France: Divine intervention

 

Sarah Bernhardt was the most famous actress of her day. She dominated the stage of the Comédie Française from the 1870s, became a heroine of the early silent films and is honoured with a star in the Hollywood Walk of Fame. Her adoring fans nicknamed her ‘The Divine Sarah’.

But her life also had a darker side. It is said that she sometimes slept a coffin in order to fully understand the tragic nature of her stage roles, and a daring stage leap in 1905 severely damaged her right leg, which led to gangrene and finally amputation.

She rejected the use of an artificial limb, and her later stage appearances were in rather static roles!
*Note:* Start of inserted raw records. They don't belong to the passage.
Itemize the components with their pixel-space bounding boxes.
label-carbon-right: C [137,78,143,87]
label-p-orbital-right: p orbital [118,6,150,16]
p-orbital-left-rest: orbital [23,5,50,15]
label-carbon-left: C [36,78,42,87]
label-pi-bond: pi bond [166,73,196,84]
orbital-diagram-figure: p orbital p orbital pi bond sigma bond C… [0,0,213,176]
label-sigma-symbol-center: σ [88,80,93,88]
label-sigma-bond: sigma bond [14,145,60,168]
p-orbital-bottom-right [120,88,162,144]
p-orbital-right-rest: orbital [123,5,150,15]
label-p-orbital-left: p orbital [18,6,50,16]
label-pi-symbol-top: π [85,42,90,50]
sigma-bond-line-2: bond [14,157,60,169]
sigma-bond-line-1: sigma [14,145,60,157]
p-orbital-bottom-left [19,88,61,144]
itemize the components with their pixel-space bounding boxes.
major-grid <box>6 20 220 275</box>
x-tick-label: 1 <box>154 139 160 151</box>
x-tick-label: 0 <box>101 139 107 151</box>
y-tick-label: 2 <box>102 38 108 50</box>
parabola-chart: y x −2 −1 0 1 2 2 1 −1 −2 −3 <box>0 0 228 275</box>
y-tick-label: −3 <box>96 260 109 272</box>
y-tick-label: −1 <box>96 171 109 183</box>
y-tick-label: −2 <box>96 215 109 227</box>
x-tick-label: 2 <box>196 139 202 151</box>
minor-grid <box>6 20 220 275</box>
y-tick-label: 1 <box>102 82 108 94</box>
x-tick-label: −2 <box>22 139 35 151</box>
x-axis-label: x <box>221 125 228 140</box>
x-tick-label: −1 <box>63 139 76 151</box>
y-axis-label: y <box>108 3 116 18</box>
In 1944, when the centenary of Bernhardt’s birth was celebrated with a grand gala in newly-liberated France, an application was made for a stamp to commemorate the event, with a 1f charity surcharge added to benefit retired actors. A competition was duly launched to design the stamp, but it would leave the organisers with very red faces.

The engraver who was announced as the winner was Pierre Gandon, who based his entry on a Bastien Lepage painting of Bernhardt. But he had no business entering the competition at all, as he was serving a philatelic ban.

Gandon had worked for the Vichy Government, designing the 1942 Légion Tricolore band honouring troops who had fought alongside the occupying Germans. Immediately after liberation, the embargo was imposed by the Comité d’Épuration, the body charged with identifying and punishing French citizens who had collaborated with the Nazis.

By the time this came to light, Gandon’s design had already been selected. What could be done to save face? In a typical French fudge, it was retained as the chosen image, but his name was not be allowed to appear at the foot of the stamp. The name of his fellow-engraver Charles Mazelin was substituted instead.

Who received the fee remains clouded in mystery, but in any case Gandon had the last laugh. Having served his ban, he was allowed to engrave the wonderfully symbolic 1945 Liberation stamp, and the mighty Marianne post-war definitives!